Taiwanese people seem to have a weird concept of what should be valued and how they should value it. They fluctuate between two extremes -- if you love someone, you want him to live; if you hate him, you desire his death (愛之欲其生,惡之欲其死). As for the law, we show very little respect for it.
As a result, many of those whose job it is to enforce the law rarely try to improve their performance. Instead, they make direct appeals to the people in order to gain support. Those who don't agree with them are easily labeled as not supporting the "sweeping out black-gold" (掃除黑金). Even more odd is that some people seem to stand by these "lawmen." No wonder Taiwan's legal system is so chaotic, people's values have turned upside down and law enforcement officers are so incompetent.
The Taipei District Court recently denied city prosecutors' requests to detain Gary Wang
In Su's case, both the reasons to request and to deny his deten-tion are worth studying. The city prosecutor's request was loaded with Chinese literary terms such as "difficult to pin down" (
The Taipei District Court's reasons for denying the detention, on the other hand, which addres-sed the prosecutor's points one by one, seemed more realistic. Thus, the judge was teaching us a lesson, which was not only beneficial to those prosecutors but also to the public whose adoration for them is blind.
There are always people whom we like or dislike in society. The law, however, is the foundation of social procedures and values. It has nothing to do with people's preferences. To function well, a society needs to be built on the basis of universally applied principles, not on people's preferences.

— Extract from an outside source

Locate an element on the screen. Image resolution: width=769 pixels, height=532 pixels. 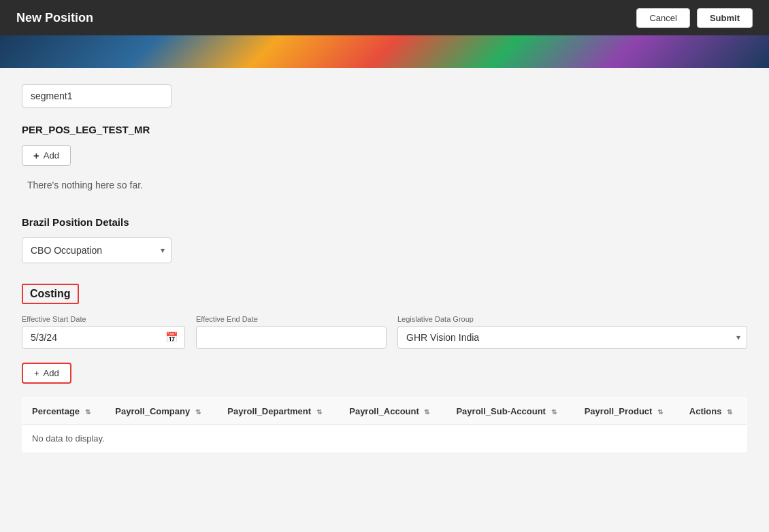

Defendants with powerful backgrounds or connections do indeed have advantages, but this is not a reason to sacrifice our principles.
Law enforcement officers should strive constantly to improve their ability to handle their cases appropriately and to achieve the goal epitomized by the old Chinese saying, "As vice rises one foot, so virtue rises ten"
Prosecutors are not God. When they cannot see things clearly, it is the judges' duty to help them in order that the legal system operates effectively. The denied requests for Wang's and Su's detention have shown the precise need for them to provide such a function. As for the prosecutors' political game -- accusing the Taipei District Court of obstructing the fight against "black-gold" politics -- such political maneuvers should never happen again.
Nan Fang-shuo is the publisher of The Journalist magazine.